Computer-operated systems are increasingly used for decision-making in public administration and private enterprise. Activities that were reserved to humans because they required decision-making in varied and unpredictable circumstances may now be performed by artificial intelligence (AI). Machine learning is developing at such a pace that it is conceivable that algorithm-operated systems may be able to provide litigation services and even adjudication. Supplanting lawyers and judges by AI would have serious implications beyond the loss of jobs. AI lawyers and AI judges would change the adversarial system beyond recognition by reducing adjudication into one machine operation, putting an end to the visibility of court process, and eliminating the physical presence of the court. Court legitimacy would be undermined because AI adjudication would not be able to reflect human psychology; emotions, aspirations, beliefs or moral sensibility.


Author(s):  
Veena Das

This chapter takes one case of the dangers posed by desire across religious divides—in this instance the small event of a Muslim girl and a Hindu boy in one of the low-income neighborhoods in Delhi having fallen in love with each other. The scene of desire that transcends religious differences and transgresses a given moral code is a significant motif in the poetic imaginary in South Asia, but it rarely asks how such desire is sustained within the social? Usually such love affairs are presented either in the form of cautionary tales or as allegories of the closeness of love and death.

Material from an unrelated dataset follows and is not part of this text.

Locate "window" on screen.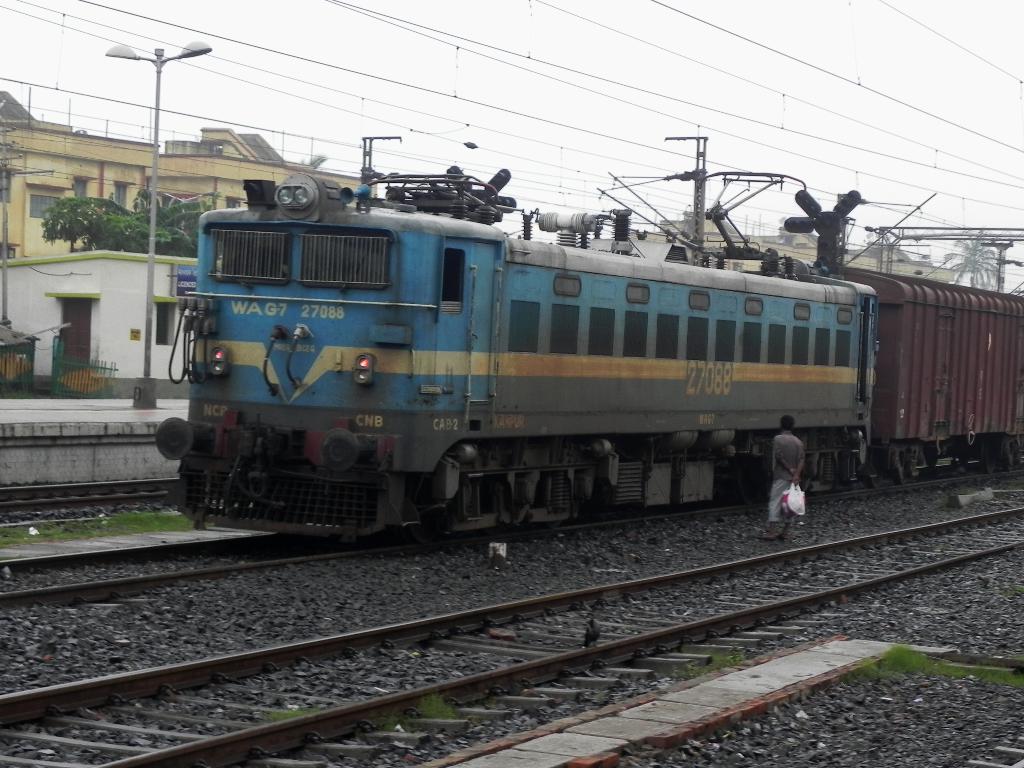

In the case examined, the motif shifts to that of inhabiting a life in this difference. The chapter shows that it is not only the couple but everyone in the family who is given an opportunity to make shifts, to learn how to inhabit a newness. The notion of an adjacent self, parallel to the idea of the neighborhood of the actual everyday and the eventual everyday, is taken up to show a moral sensibility that is not about escape from the everyday but an inhabitation of the everyday through a realization of new possibilities within it.